Eureka

Eureka by Jim Lehrer Read Free Book Online

Book: Eureka by Jim Lehrer Read Free Book Online
Authors: Jim Lehrer
you were forty. Right?”
    Otis said nothing and did nothing but stare ahead at a framed diploma on the wall.
    “How old
are
you, by the way?” Tonganoxie asked.
    “Fifty-nine.”
    “When will you be sixty?”
    “In a couple of weeks or so.”
    “Eureka, that’s it. You’re now fifty-nine-year-old Otis Halstead, and soon you’re going to be sixty-year-old Otis Halstead. And you hate that. At Johns Hopkins, I once treated a guy—he was a very famous Pulitzer Prize—winning newspaper editor—who was so upset about turning sixty that he wouldn’t come out from under the covers the morning of his sixtieth birthday. He stayed in his bed and under those covers for forty-seven days. So, if it’s approaching sixty that’s triggered all of this, know for a fact that you’re not the only one. And it’s perfectly normal—almost.”
    Otis shook his head once and kept staring at the wall.
    Tonganoxie let the silence lie for a good thirty seconds. Then he said, “All right, sir. I’m not bald, and I’m not sixty, but I do have my Jeeps. So I have some understanding, on a personal as well as a professional level, about what’s going on—or
may
be going on. On, then, to something else. I understand you’re big in the insurance business?”
    Otis, desperate and delighted to move on, confessed that to be the fact.
    “I’ll bet you hate it, right, Otis? I’ll call you Otis, you call me Russ.”
    “Okay, Russ. No, I don’t hate it,” said Otis.
    “One of the most common causes of depression and suicide among aging men, particularly the successful ones, is that they hate their jobs. They’ve worked their asses off to get to the top, and once they get there, they hate it. But they can’t say anything about it because it doesn’t sound right. How can somebody be unhappy with being successful? It’s tough, it’s what I’ve spent the last several years studying. Again, I’ve had my own problems in this area, too. Being a shrink—don’t tell Gidney I said that— isn’t all peaches and cream every day, either. How many men your age do you know who are truly happy, Otis?”
    When Otis failed to answer, Tonganoxie said, “I’ll bet it’s damned few. Isn’t that a terrible thing? I sure as hell think it is.”

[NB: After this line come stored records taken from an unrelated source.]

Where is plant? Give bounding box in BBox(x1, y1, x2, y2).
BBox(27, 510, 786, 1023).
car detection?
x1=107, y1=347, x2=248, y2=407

    Otis still had nothing to say.
    Tonganoxie grabbed from his desk what looked like a clipping out of a magazine. “I assume you know who Anthony Hopkins is? The famous and great and extremely successful British actor? Somebody just sent me this the other day. Quote: ‘I can’t take it anymore … I have wasted my life. To hell with this stupid show business, this ridiculous showbiz, this futile wasteful life. I look back and see a desert wasteland. After thirty-five years I look back and cringe with embarrassment and say to myself: How could you have done that? I’ve done one or two good films and some bad films. It was a complete waste of time.’ End quote. Hopkins is sixty years old. Now, that’s really sad.”
    Otis, who had particularly admired Hopkins in
The Remains of the Day
, agreed that it was really sad.
    “With you, Otis, it could also be about guilt,” Tonganoxie said. “You feel guilty about being in the insurance business, right?”
    “Guilty? Why in the hell should I feel guilty?”
    “Aren’t insurance companies really bloodsucking vultures who live off the tragedies and fears of the rest of us? Without plane crashes and fires and floods and hurricanes and heart attacks, where would you be? You must feel guilty for getting rich off the fears and tears of others. But you haven’t got the guts to quit, so you’ve gone out and bought a lot of silly little-boy things.”
    Otis was furious. He stood up. “I’ve got better things to do with my time that having some long-haired jerk in a Packers sweatshirt mouth off about things he doesn’t know a damned thing about. If I’m a bloodsucker, you’re a brainsucker. Good day and go fuck-er yourself, Russ.”